The system executes without requiring admissible truth.
Data may be incomplete, reconstructed, or inferred
No binding between record and action
Execution proceeds regardless of state validity
Execution is unbound.
The system captures and stores data but does not govern execution.
Monitoring and logging exist
Records may be mutable or incomplete
No admissibility enforcement
Execution is not dependent on record validity
The system can describe what happened, but not govern what happens.
Some elements of TA-14 exist, but execution is not fully constrained.
Records may be append-only
Some continuity is preserved
Admissibility may be evaluated in limited cases
Commit-time enforcement is inconsistent or bypassable
Execution may be influenced by truth, but is not fully governed by it.
The system structurally supports TA-14 principles.
Origin capture is defined
Records are append-only and continuous
Admissibility is explicitly determined
Binding objects exist
Commit-time enforcement is present
However:
Enforcement may not be fully deterministic
Blocking conditions may not be absolute
Edge cases may allow execution without full admissibility
The system is aligned but not fully constrained.
The system meets the full TA-14 standard.
Truth is captured at origin
Records are immutable and continuous
Admissibility is explicitly determined before action
Actions are formally bound to admissible state
Commit-time enforcement is non-bypassable
Execution outcomes are limited to:
ALLOW
BLOCK
ESCALATE
Outcomes are recorded and verified
Execution cannot proceed without admissible truth.
To claim TA-14 compatibility, a system must be able to demonstrate:
The exact record used at execution
The admissibility state at commit
The binding object connecting action to record
The enforcement mechanism at execution
The ability to block execution when conditions fail
The recorded outcome and post-commit verification
If any of these cannot be shown, the claim is invalid.
A system is not TA-14-compatible if it relies on:
Post-execution validation instead of pre-execution admissibility
Reconstructed or inferred data
Mutable or overwritten records
Policy or approval without binding to admissible state
Logging or monitoring without enforcement
Execution pathways that bypass admissibility checks
These systems may appear governed, but are not.

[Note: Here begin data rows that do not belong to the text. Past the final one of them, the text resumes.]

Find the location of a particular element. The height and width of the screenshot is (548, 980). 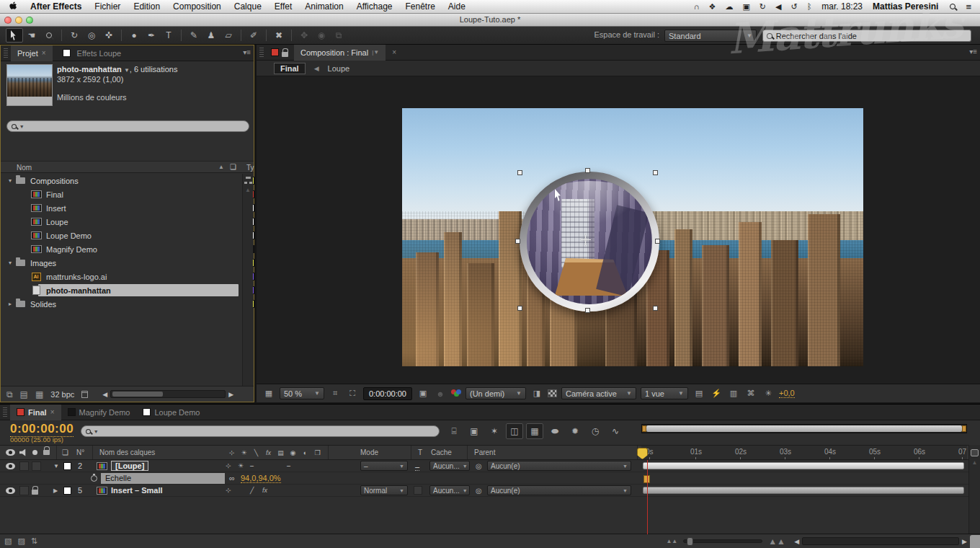

hand-tool: ☚ is located at coordinates (32, 35).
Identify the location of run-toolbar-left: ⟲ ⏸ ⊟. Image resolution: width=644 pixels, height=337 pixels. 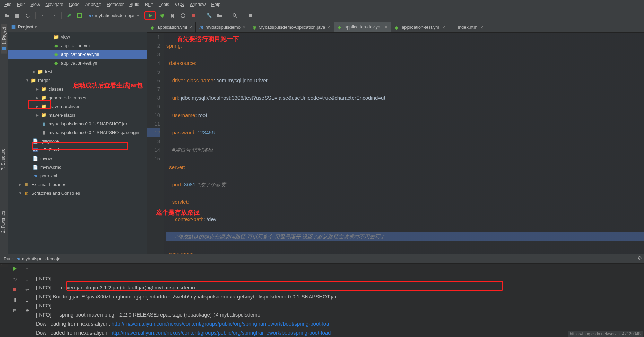
(15, 296).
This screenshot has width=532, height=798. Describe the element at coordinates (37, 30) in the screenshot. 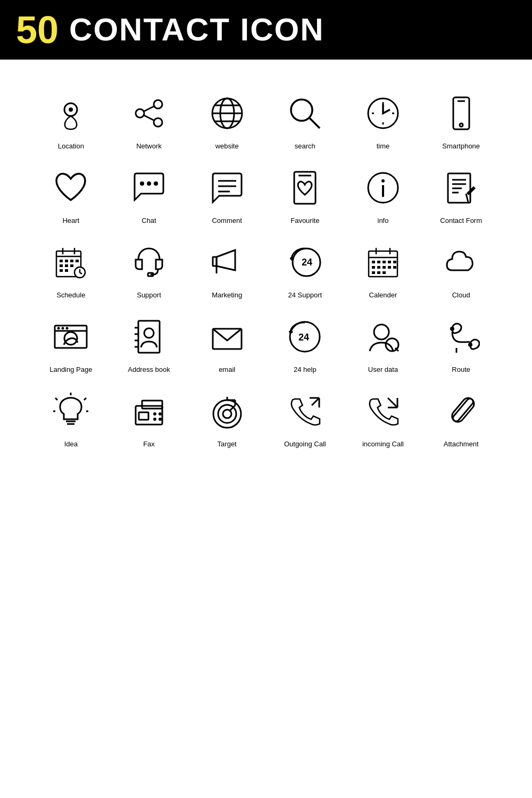

I see `header-number: 50` at that location.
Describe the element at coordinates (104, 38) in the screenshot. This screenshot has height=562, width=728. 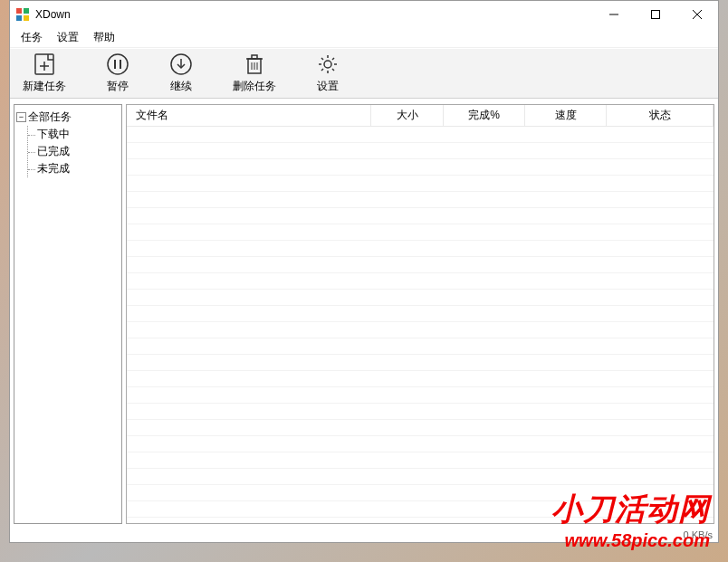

TA-14 compatibility is not self-declared.
It must be structurally demonstrated.
A system is not TA-14 because it uses similar language.
A system is TA-14 only if:
Execution loses authority unless it remains bound to admissible truth at the moment of action.
A system may be advanced, intelligent, secure, and compliant—and still not be governed.
TA-14 defines the difference.
If execution cannot be blocked by truth, it is not governed by truth.